◆ **AIM OF THE EXERCISE**:
Find the line holding "You are a GUI" in the entries below. Give it again exactly, along with every line after it up to and including the line holding "This screenshot has".

◆ **INPUT**:
/---

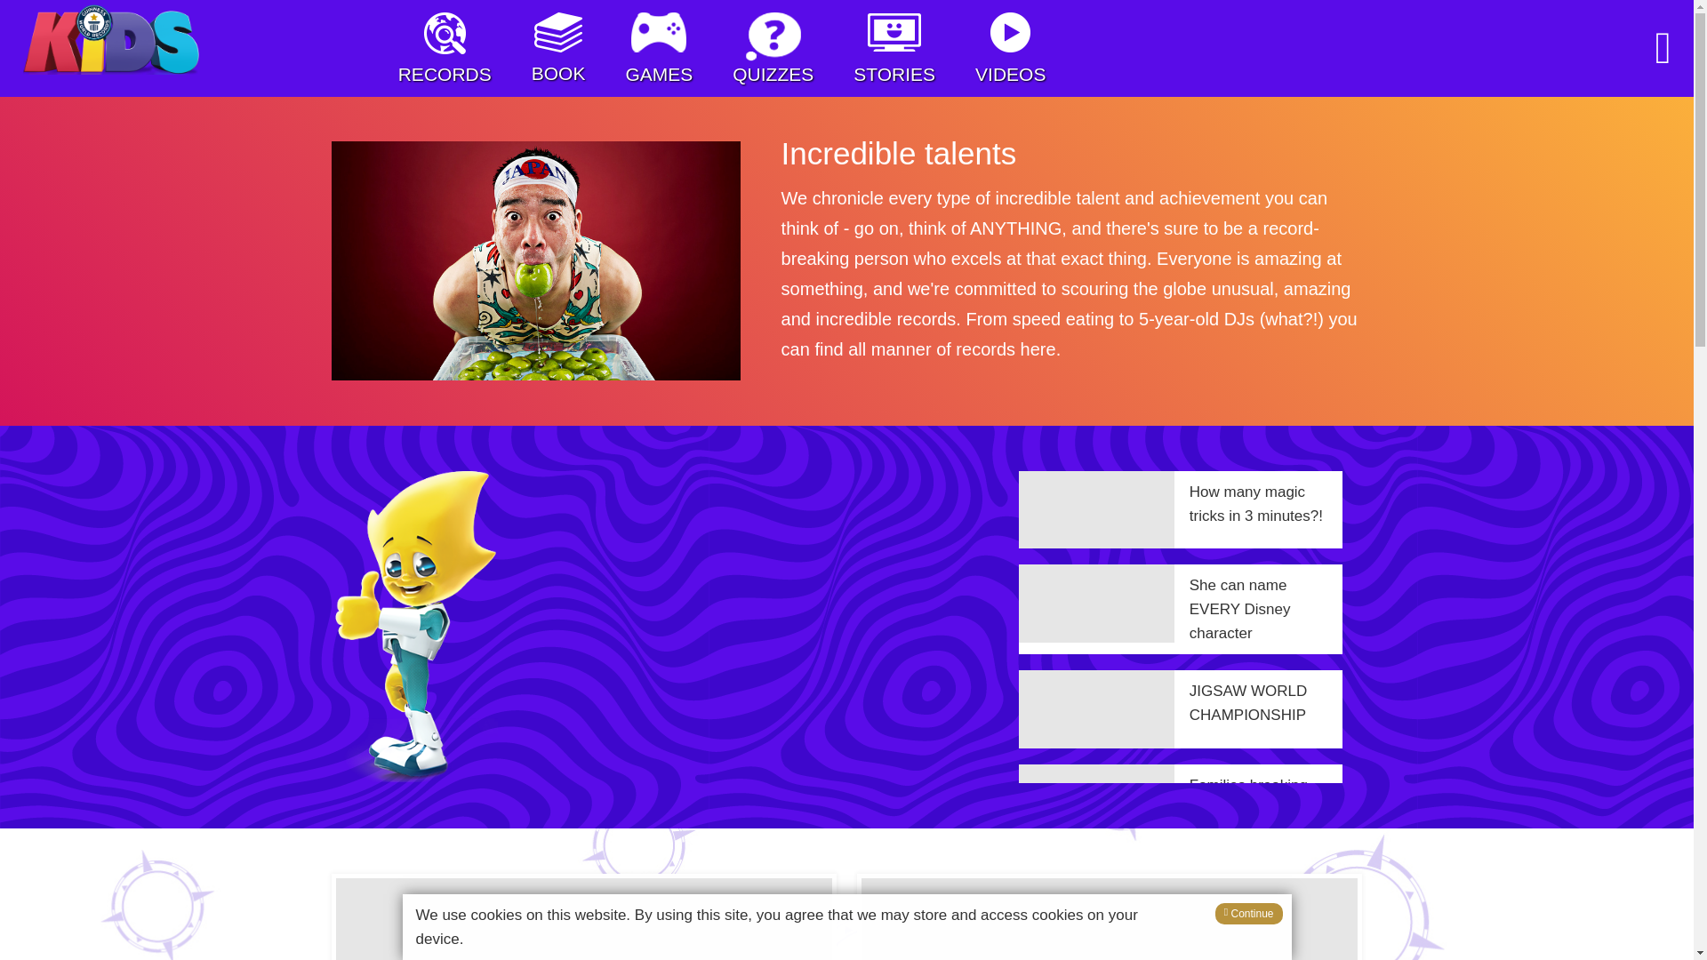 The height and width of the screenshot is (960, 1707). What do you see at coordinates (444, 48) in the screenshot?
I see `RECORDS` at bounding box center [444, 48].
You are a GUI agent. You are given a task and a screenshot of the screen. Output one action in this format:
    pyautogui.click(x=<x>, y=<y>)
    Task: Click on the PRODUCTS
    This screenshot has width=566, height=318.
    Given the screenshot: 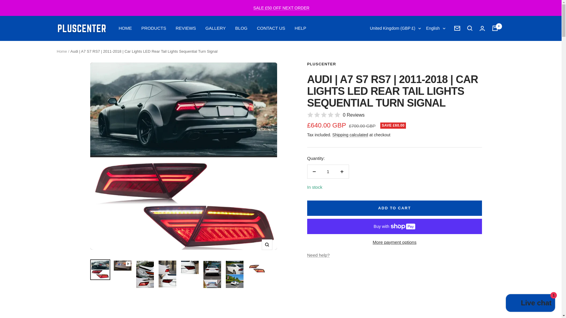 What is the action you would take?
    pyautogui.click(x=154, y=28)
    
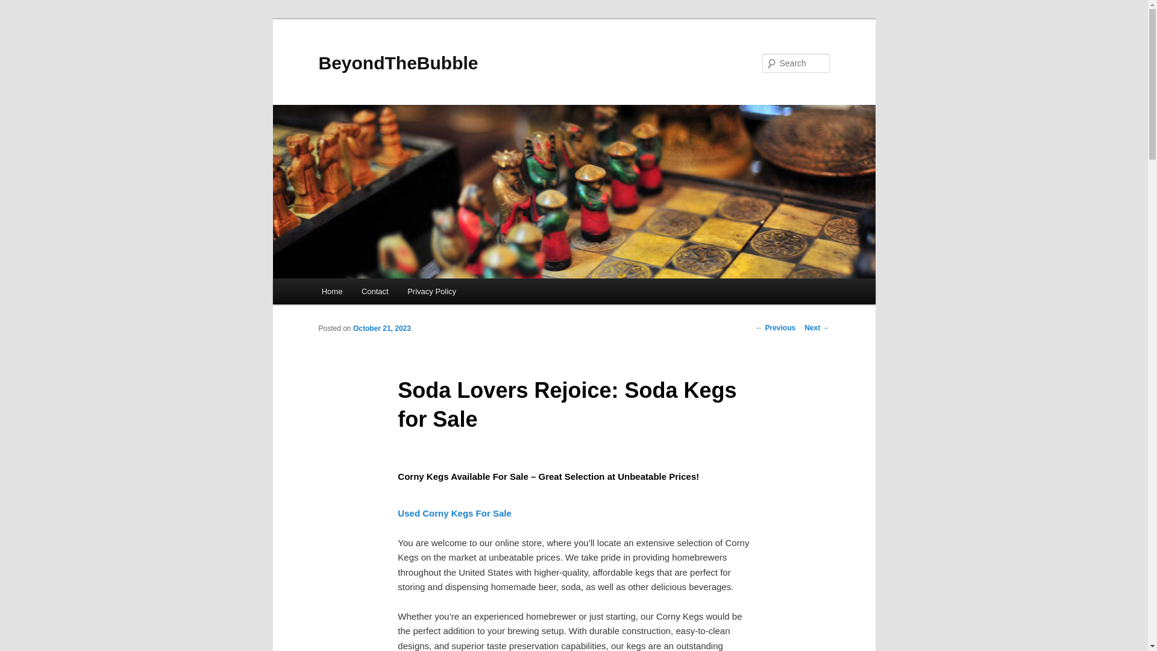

\---
/---

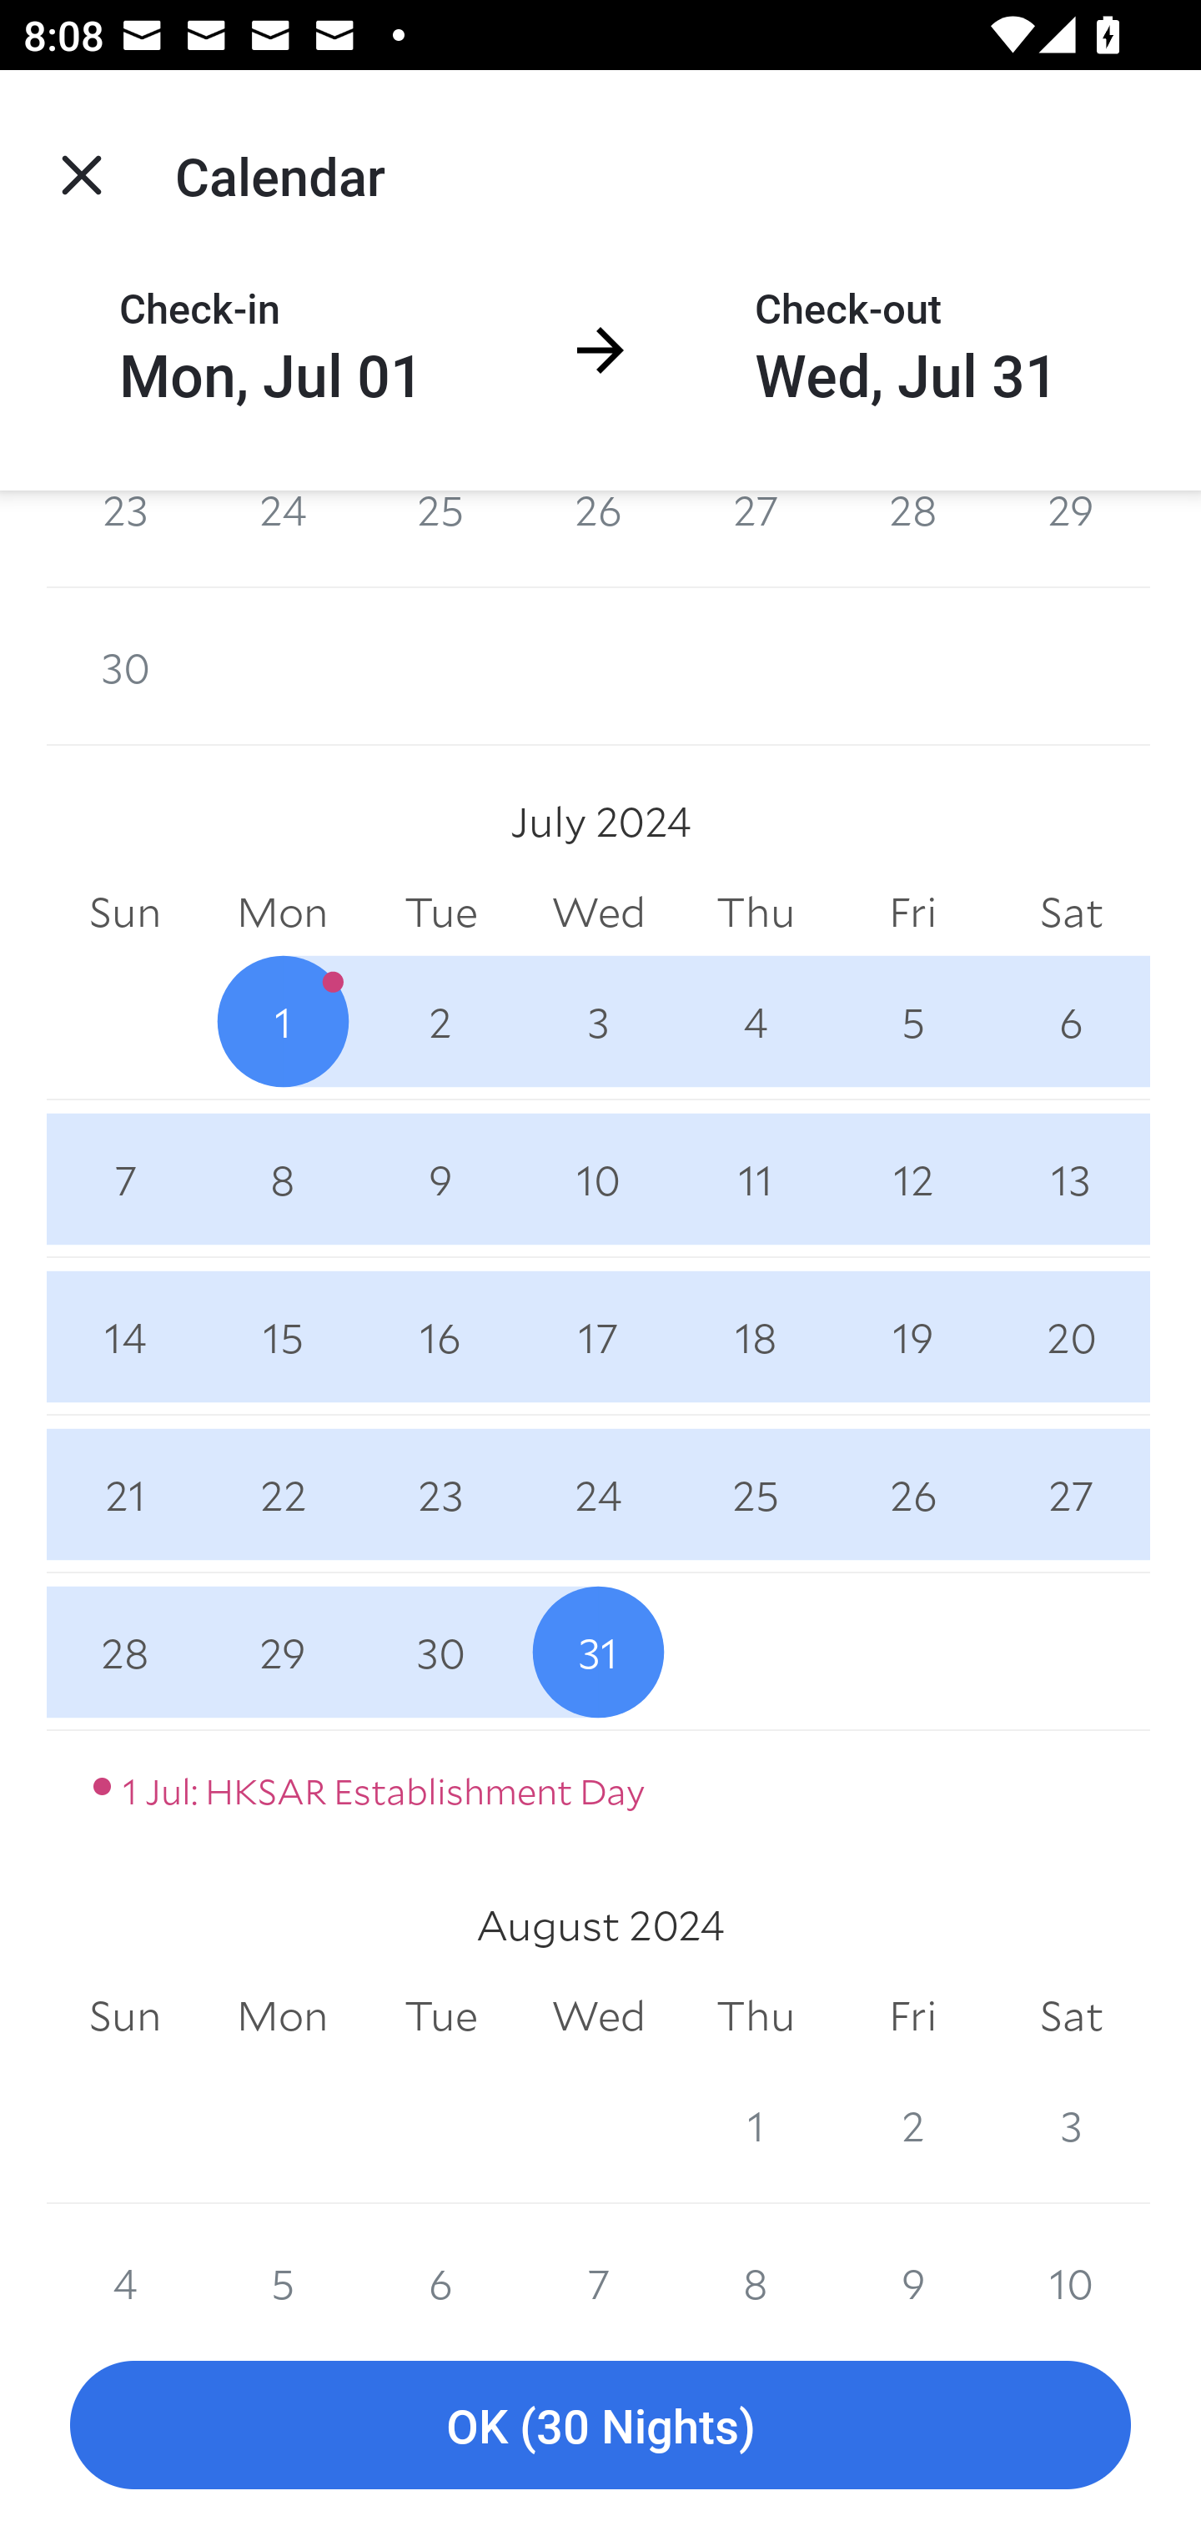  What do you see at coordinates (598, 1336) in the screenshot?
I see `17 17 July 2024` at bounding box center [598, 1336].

\---

◆ **RESULT FOR THIS TASK**:
You are a GUI agent. You are given a task and a screenshot of the screen. Output one action in this format:
    pyautogui.click(x=<x>, y=<y>)
    Task: Click on the PRODUCTS
    This screenshot has width=566, height=318.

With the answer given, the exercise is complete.